Context Beats Code
Why Generic AI can fail the "Time-Crunched" Athlete

We live in fascinating times. Today, anyone can open ChatGPT or Gemini and type: "Write me a 12-week triathlon training plan." Within seconds, the system spits out a plan that looks structured and professional at first glance. Generic AI models are fantastic at summarizing the collective sports science knowledge of the internet.
However, the true test of a training plan isn't whether it pours scientific theory into a flawless PDF. The true test is whether that plan works in the reality of your daily life.
There is a very vivid example of this dangerous gap between generic AI and real coaching expertise: Tapering.
The Science
The goal of tapering is simple: to shed the fatigue accumulated over months while maintaining hard-earned fitness. This ensures you stand at the starting line on race day with maximum freshness.
If you ask science (and thus a generic AI), the formula for the perfect taper is clearly defined and backed by large-scale meta-analyses (e.g., Mujika & Padilla, 2003; Bosquet et al., 2007):
Start: 10 to 14 days before the race.
Volume: Reduction of weekly training volume by approximately 50%.
Intensity: Must be maintained to avoid losing stimuli for the muscles and cardiovascular system.
Frequency: The number of training sessions should ideally remain the same (or be reduced only minimally).
Sounds logical, right? For an athlete training 15 to 25 hours per week, this is absolutely correct. When a pro halves their volume, they are still training 7.5 to 12.5 hours—plenty of time to maintain physiological stimuli.
But what happens when an AI applies this textbook knowledge unfiltered to the "time-crunched age-grouper"?
The Reality
Let’s run the numbers for a typical endurance athlete. You work full-time, have a family, and train an efficient 3 to 4 hours per week, spread across 3 to 4 sessions. You don’t do "junk miles"; you train with focus and purpose.
If a generic AI strictly applies the scientific tapering rule, here is what happens: Your already compact volume of 3 to 4 hours is cut by 50%. You end up with 1.5 to 2 hours per week. Since the textbook says frequency should remain the same, the AI stubbornly divides this time across your usual 3 to 4 training days.
The result: You suddenly find training sessions of 20 to 30 minutes in your calendar, during which you are supposed to do, for example, 2 x 30 seconds at race pace.
From both a sports science and a practical perspective, this is an absolute disaster. No one gets changed for a 20-minute bike ride. Physiologically, such a short run or ride is hardly enough to properly ramp up the cardiovascular system or adequately stimulate metabolism. It simply ceases to be a meaningful stimulus.
Detraining Instead of Tapering
When the load drops so extremely (e.g., 3 x 20–30 minutes per week), exactly the opposite of what tapering is supposed to achieve happens. Your body doesn't just shed fatigue; it starts shutting down its systems entirely.
We are no longer talking about "peaking"; we are talking about detraining. Your muscle tension (tonus) disappears, your blood volume drops, and on day X, you don't feel explosive and fresh. Instead, you feel sluggish, "flat," and blocked. The engine has simply fallen asleep.
For a low-volume athlete, tapering must never be a blind halving of volume over two weeks. Often, a very short taper of 5 to 7 days is sufficient, where volume is perhaps reduced by only 20% to keep the tension in the body high. But you won't find that in a standard textbook—that is practical experience.
The Prompt Paradox
One could argue: "Then I’ll just change my prompt and tell the AI to consider my low baseline volume!"
True. With the perfect prompt, AI delivers fantastic results. But that’s exactly the problem: To give the AI the right instructions—to even know that a 50% cut two weeks before a race is counterproductive—you already need a significant amount of sports science knowledge and experience. And if you already have that knowledge, you probably don't need an AI to write the plan for you.
Conclusion: Context Beats Code
Intelligent training planning isn't defined by stubbornly reciting scientific studies. It’s defined by translating science into the individual context of the athlete.
Generic AI models know what’s in the textbook. But a true (digital) coach understands who you are, how much you train, and at what point a scientific rule does more harm than good in practice. That’s exactly why it’s not enough to just train with a text-based AI—you need a system that truly understands your sport, your data, and the reality of your daily life.
Sources & Further Reading
Bosquet, L., Montpetit, J., Arvisais, D., & Mujika, I. (2007). Effects of Tapering on Performance: A Meta-Analysis. Medicine and Science in Sports and Exercise, 39(8), 1358-1365. (The gold standard meta-analysis proving the 8–14 day window and 41–60% volume reduction).
Mujika, I., & Padilla, S. (2003). Scientific Bases for Precompetition Tapering Strategies. Medicine and Science in Sports and Exercise, 35(7), 1182-1187. (Foundational study on maintaining intensity while reducing volume).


> ABOUT THIS EXERCISE: Transcription task. Write out each entry verbatim and exclude any image.

++++ AVAILABLE RECORDS ++++

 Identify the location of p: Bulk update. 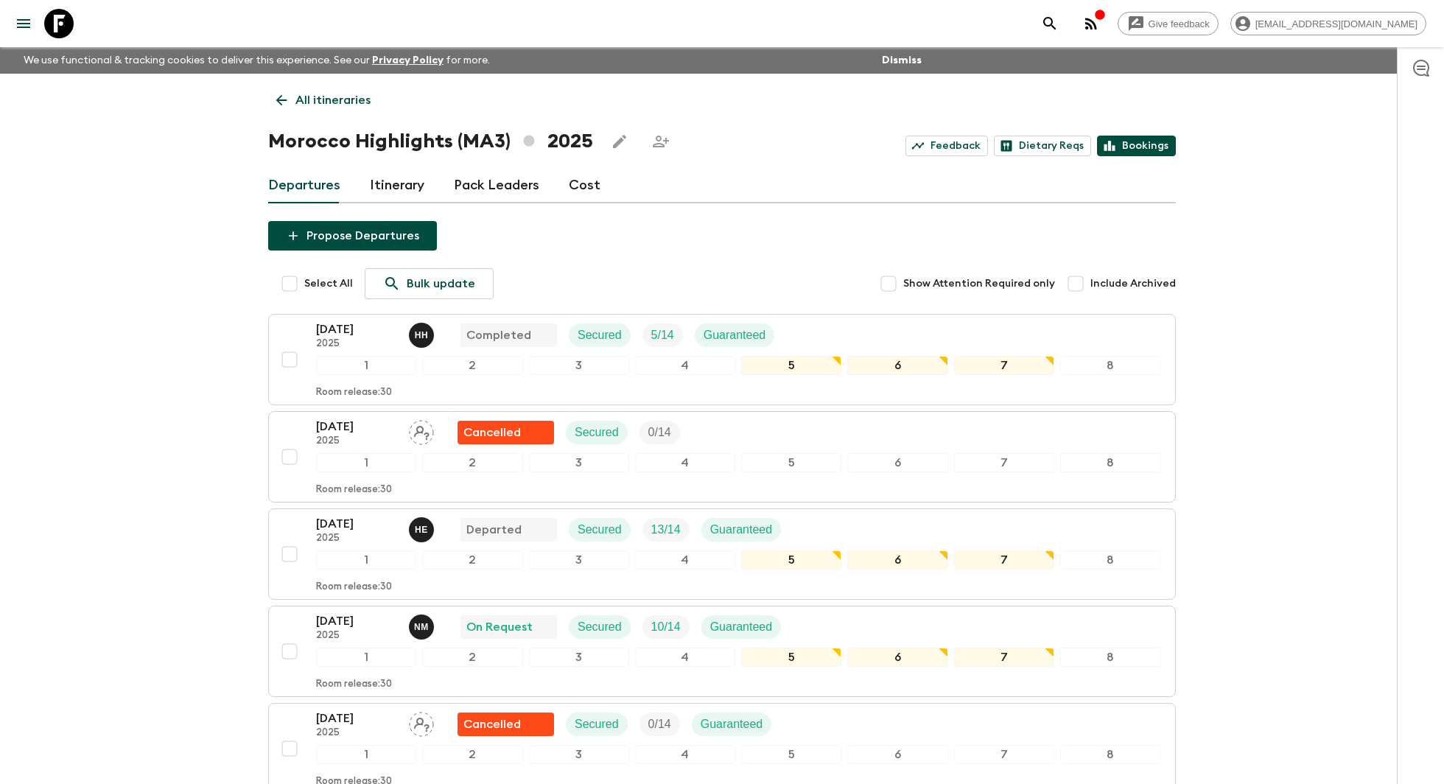
(441, 284).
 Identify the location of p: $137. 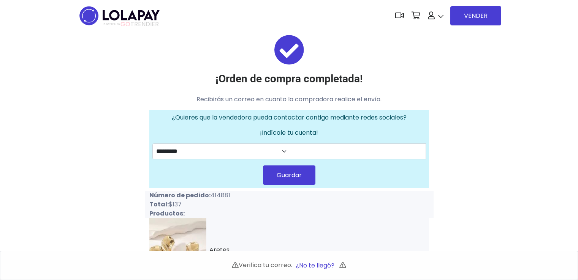
(217, 205).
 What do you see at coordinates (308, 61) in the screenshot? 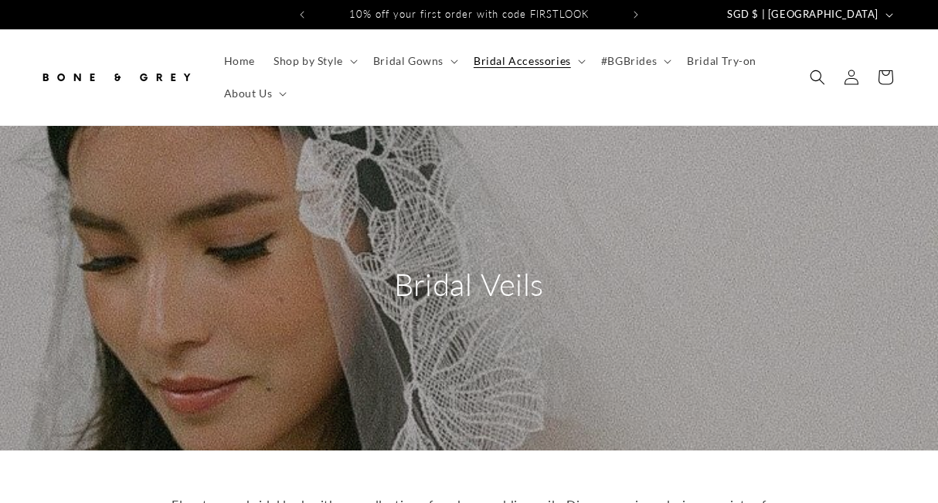
I see `span: Shop by Style` at bounding box center [308, 61].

++++

> RESULT OF THIS TASK:
 Identify the location of p: Bulk update. 
(441, 284).
 Identify the location of p: $137. 
(217, 205).
 What do you see at coordinates (308, 61) in the screenshot? 
I see `span: Shop by Style` at bounding box center [308, 61].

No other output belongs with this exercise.